I’ve written about this in the past, but it’s still something that trips up project managers and budgets. As much as you think that expensive license for your new DXP is costing, it will only be a fraction of the actual cost to implement it – and I really mean just the initial re-platforming. It may not be exactly seven times as much, but if you factor in integrators, internal resources, and so on, it will inevitably come close. In practice, this means two things: raise an eyebrow if a sales person tells you it will be much less than that; and don’t get too stuck on the high cost of the system you’re licensing – it may be the least of your worries.

Every once in a while, some wise guy will tell me, “But we’re using open source, so the license is free! And seven times zero is still zero.” That’s funny over a coffee, but less so if you run out of money halfway through your implementation. Open source can be even more expensive to implement (it often compensates for the fees you’ve saved), and relying on the “free” version of commercial open source is almost always penny wise, pound foolish.

Don’t underestimate the total cost of an implementation by optimistically ignoring the hidden cost, because you will pay for it later.

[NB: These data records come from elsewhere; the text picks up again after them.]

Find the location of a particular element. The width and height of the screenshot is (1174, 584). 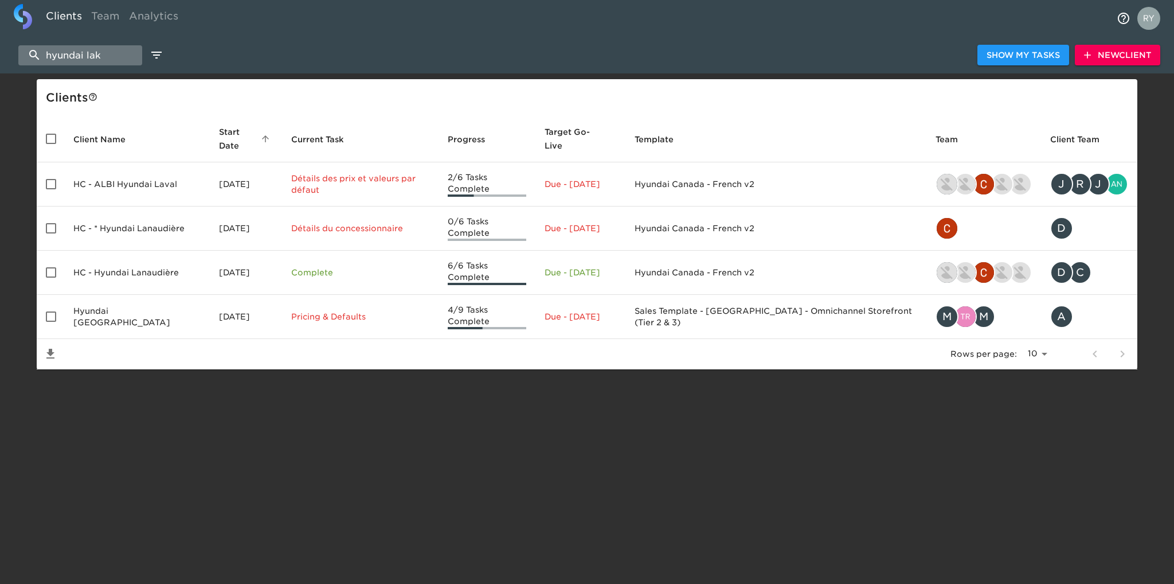

td: HC - * Hyundai Lanaudière is located at coordinates (137, 228).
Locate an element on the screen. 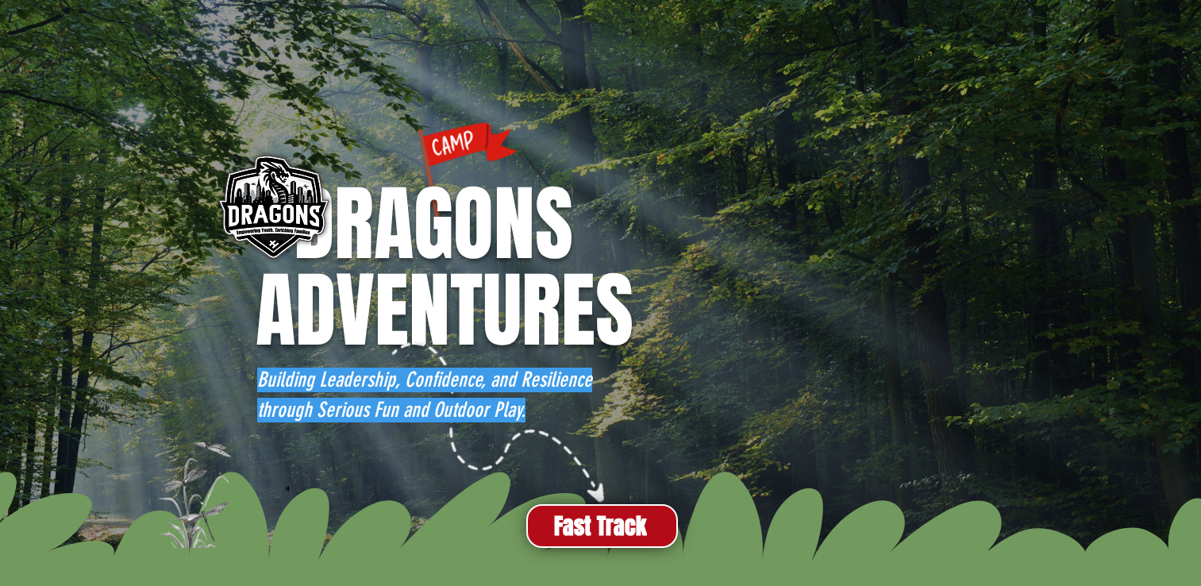  a: Fast Track is located at coordinates (602, 525).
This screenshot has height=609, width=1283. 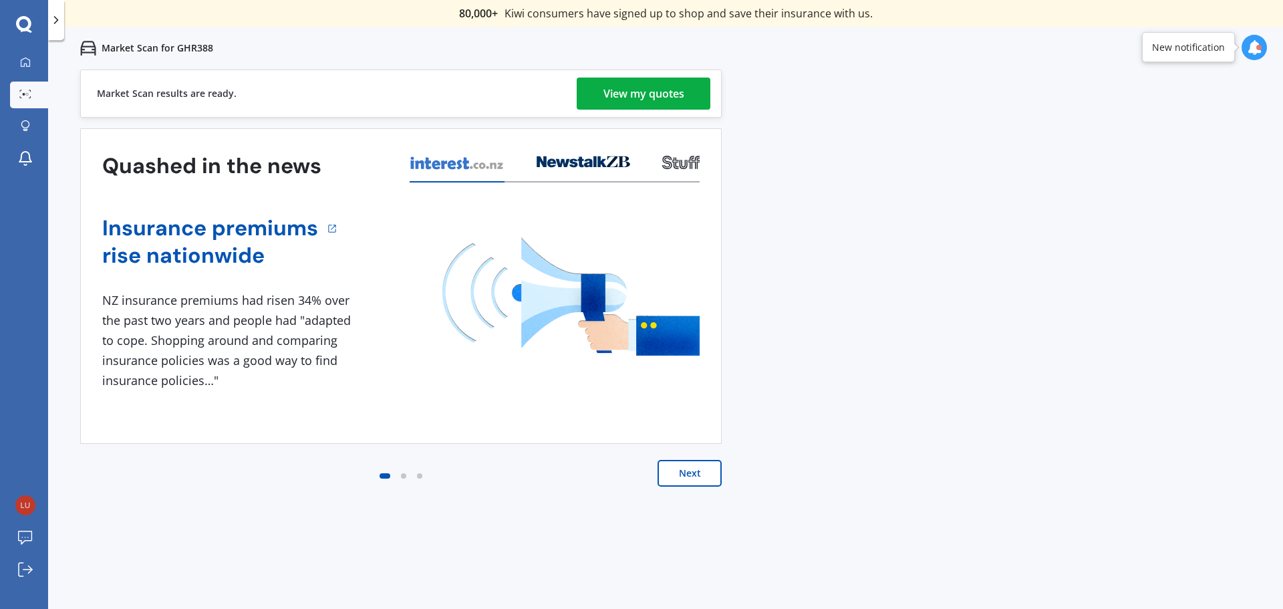 I want to click on h4: Insurance premiums, so click(x=210, y=228).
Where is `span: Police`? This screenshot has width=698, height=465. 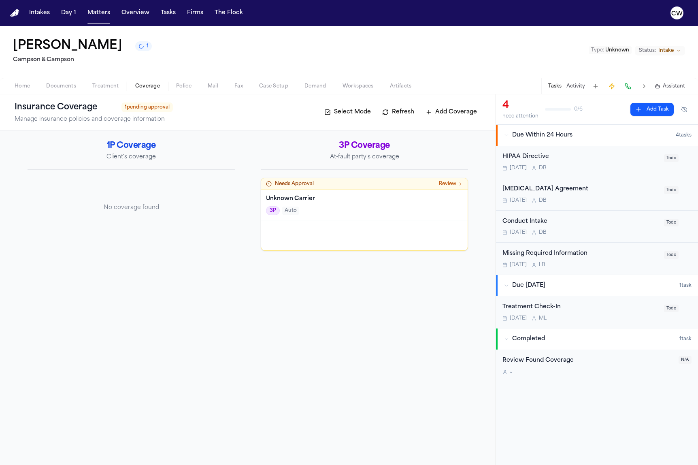
span: Police is located at coordinates (184, 86).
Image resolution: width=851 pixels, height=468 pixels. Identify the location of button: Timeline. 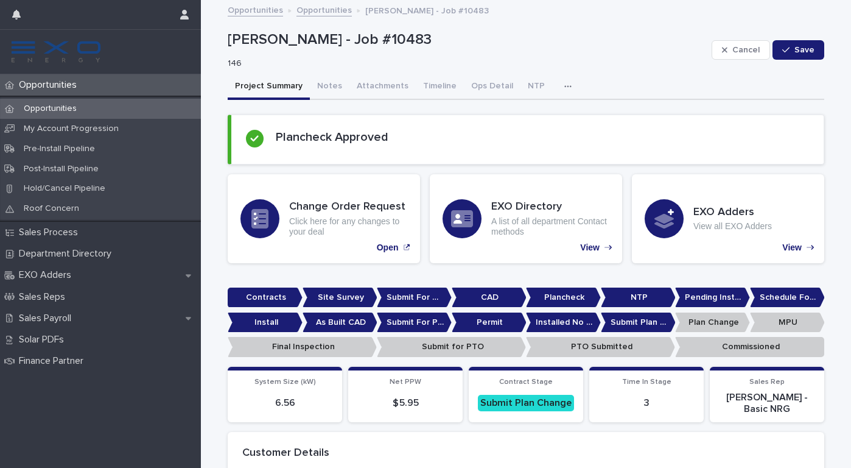
(440, 87).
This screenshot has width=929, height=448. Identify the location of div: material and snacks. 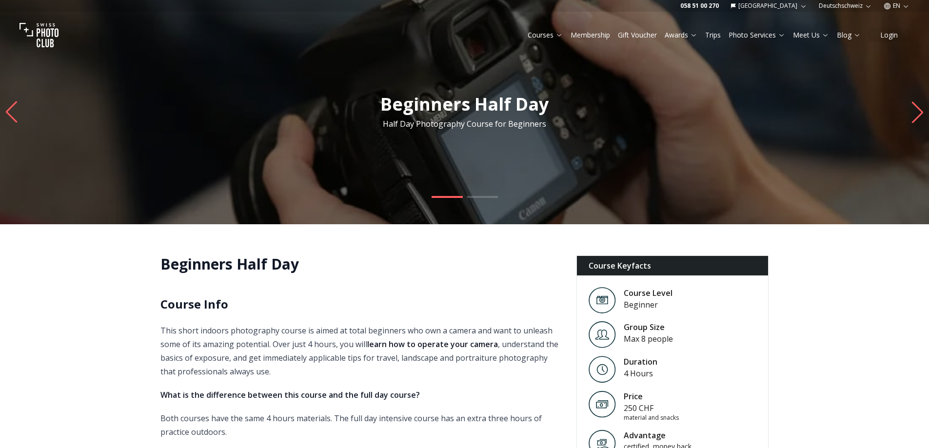
(651, 418).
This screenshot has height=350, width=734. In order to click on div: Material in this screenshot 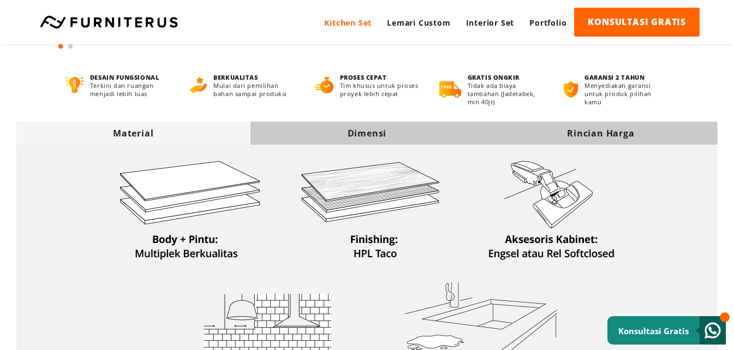, I will do `click(133, 133)`.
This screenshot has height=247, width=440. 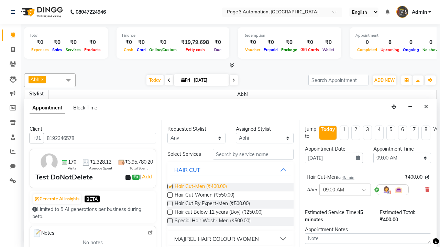 I want to click on span: ₹3,95,780.20, so click(x=139, y=162).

3. “Automated migration” will always involve a lot of manual work

One of the utopias of managing content is structuring it semantically, as atomically as feasible. It should have good metadata, including descriptors, and it should be completely devoid of formatting or design. The problem is, this is almost antithetic to HTML, which has a long history of mixing content with design; so your content will almost definitely contain a lot of elements that were specific to that iteration of your site, or that version of your CMS. And if your content has bold and italic, links, bullet lists, tables, and images, it’s an unstructured blob made to fit a page. Even the best of efforts at keeping it clean will have some rough edges.

As a result, once you want to redesign your digital presence, it will break in many places. And if you want to do an automated migration from one system to another (or one version to another), you’ll almost inevitably have to do a major cleanup, or constantly tune the scripts.

That’s not even mentioning cleaning up the actual content itself. You’ll need to figure out what content to cull, what to update, and what to add. There are tools to help here, but it’s a major exercise, and I’ve been on one project where it took multiple years (granted, that was close to a million pages). If anyone says, “we’ll do automated migration,” be very skeptical – and don’t expect it to be done overnight.

Don’t ignore how complex a content migration is, even if you’d like to wish it away with automation, and plan accordingly.

4. An “upgrade” will usually be an implementation from scratch

The implementation of a DXP is not just some app sitting on your MacBook that automatically updates overnight. It’s usually a highly complicated infrastructure across multiple servers and services. So even in the case of simple systems, you’re likely to run into issues; the more customized your environment, the more of a hail mary the upgrade scripts will be. If you take a long hard look at what might break and identify what definitely will break, you should be concerned, especially if it’s a major version release.

MACH (especially the “API-first” and “headless” parts of it) may save you from the brunt of it but tread carefully. I’ve even run into the problem with a SaaS, headless, content management service. I wasn’t aware of its internal versions, and didn’t have much insight into the release schedule. A major update still broke our apps, because of several minute, but catastrophic changes in the APIs.

Never underestimate how much an upgrade can break, especially if you don’t know exactly what it will change.

5. Your implementation will have a lifecycle of 3 years

I’ve mentioned this in my previous post, “The Future of Your DXP”, but it’s worth repeating. Unless you really do things differently than before, your re-platforming and shiny new DXP will last you about 3 years, give or take. It’s hard to break out of that cycle, and it’s why it’s one of the main topics of the book: how do you go from repeated “revolution”, to a steady “evolution”? If you have the time, I promise it’s worth the read. So go pick up your free copy!